Beyond the effect on individual companies, the overall economy will be in for some changes. But for all the uncertainty of these times about U.S. deficits, we should keep in mind that the needed adjustment is not superhuman.
"A huge economy like the U.S. can sustain a deficit of 3 percent of its GDP," foreign exchange manager Ro says.
So to meet its goals the United States needs to add $260 billion a year in export revenue -- 23 percent more than last year. That should be manageable over just a few years, given the falling dollar's boost to exports.
With the growth of China and India and the seeming rise of the European Union, concerns are heard these days that the dollar will be displaced as the only real currency of global commerce. That could hurt U.S. businesses by lessening their control over costs.
But nothing like that is likely to happen for a very long time, if ever. Truth is, no other currency could play the dollar's role.
The euro, despite a high exchange rate, is hobbled by Western Europe's aging and non-growing economies, not to mention the threat of European Union disintegration if member countries reject a proposed constitution.
Japan has always declined the responsibility of a world currency for the yen.
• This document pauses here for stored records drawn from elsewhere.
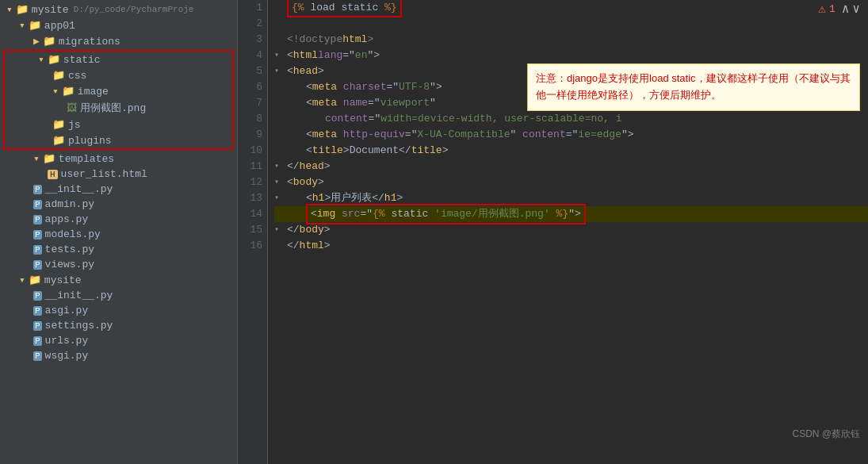 Image resolution: width=868 pixels, height=464 pixels. Describe the element at coordinates (250, 151) in the screenshot. I see `line-num-10: 10` at that location.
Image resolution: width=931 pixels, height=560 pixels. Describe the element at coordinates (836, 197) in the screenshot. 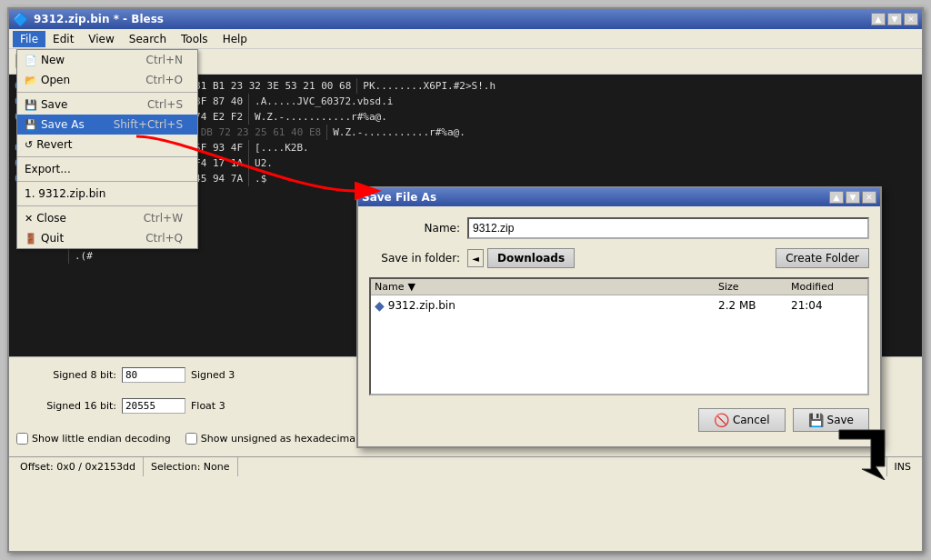

I see `dialog-minimize: ▲` at that location.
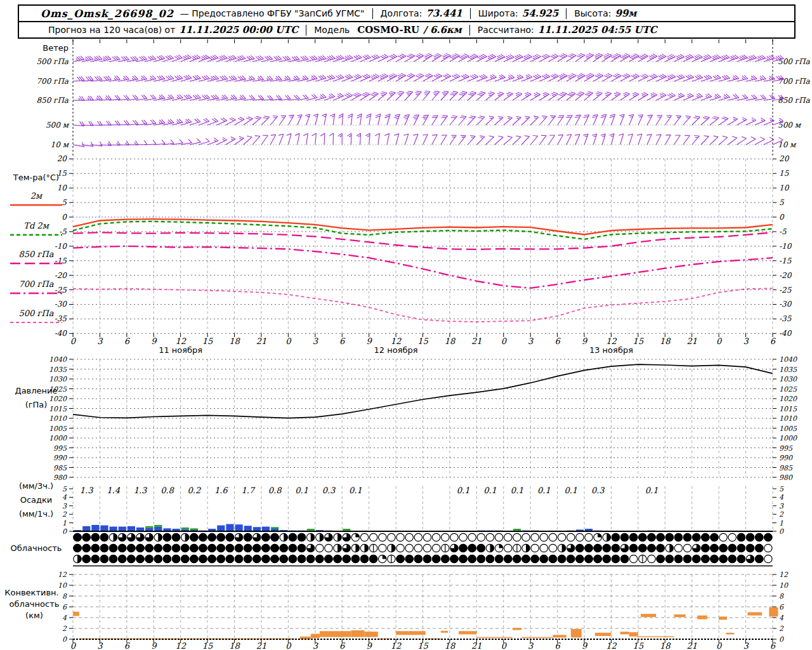  What do you see at coordinates (785, 304) in the screenshot?
I see `temp-ytick-right: -30` at bounding box center [785, 304].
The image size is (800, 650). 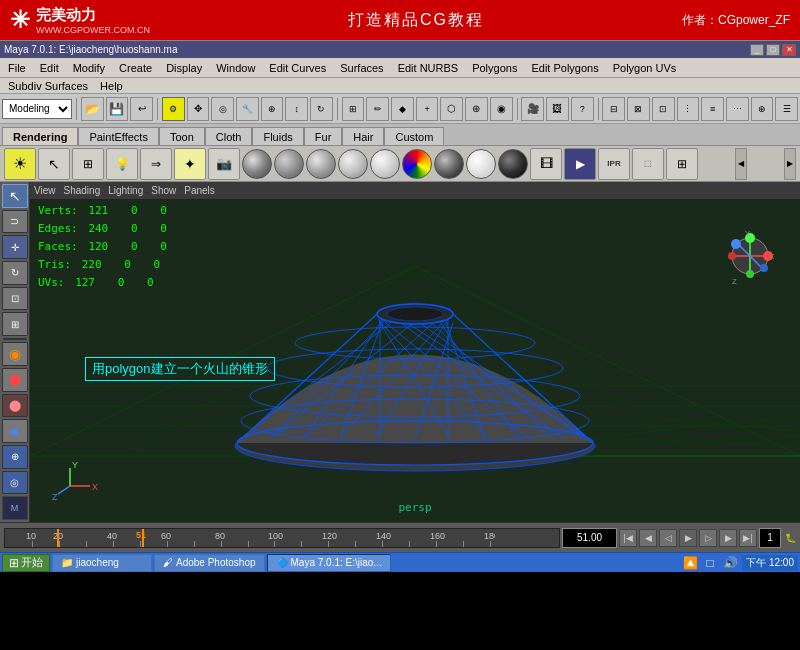 What do you see at coordinates (50, 68) in the screenshot?
I see `menu-edit: Edit` at bounding box center [50, 68].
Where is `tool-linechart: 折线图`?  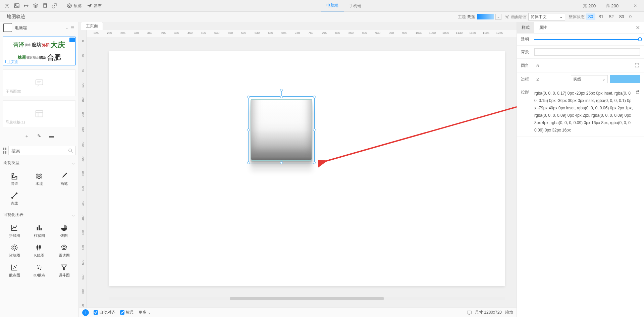 tool-linechart: 折线图 is located at coordinates (14, 231).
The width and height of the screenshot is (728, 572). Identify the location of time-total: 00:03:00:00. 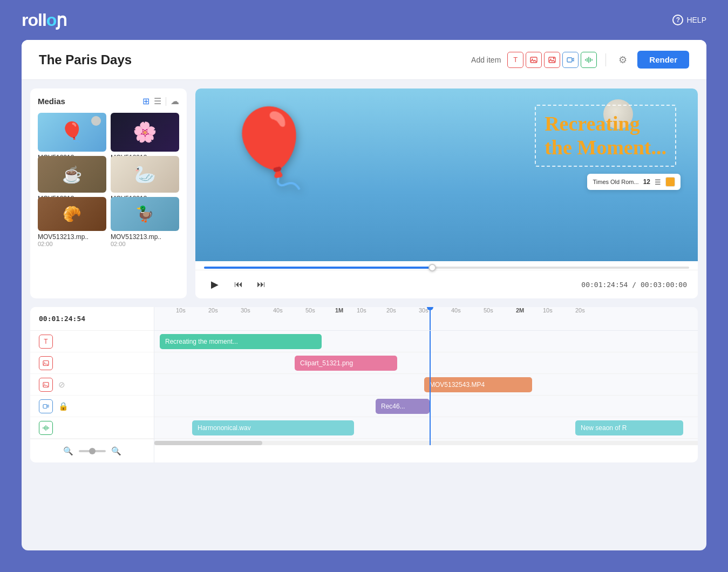
(664, 285).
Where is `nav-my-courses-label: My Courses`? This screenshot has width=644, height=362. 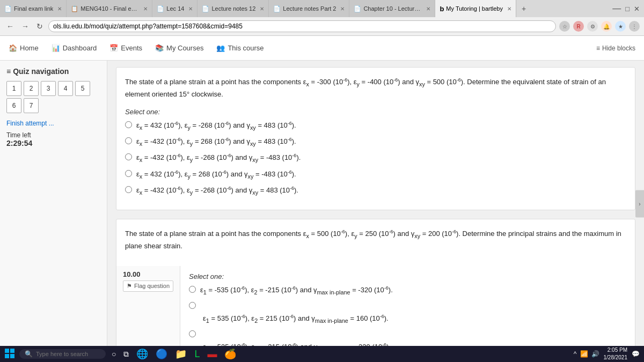
nav-my-courses-label: My Courses is located at coordinates (185, 48).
And China won't allow major changes to its currency for a good while "because it fears the collapse of its state banking system, which is hobbled by hundreds of billions in bad loans," says Romeo Dator, manager of the China Region Fund, a mutual fund that invests in Hong Kong and Singapore markets.
"China could be a dollar competitor if its government demonstrated over time that it could and would bail out the country's banking system and major debtors," says veteran economist Albert M. Wojnilower of New York's Craig Drill Capital Inc. But, he added, "This would take a long time, maybe forever."
Meanwhile, as the Chinese say, we will "live in interesting times."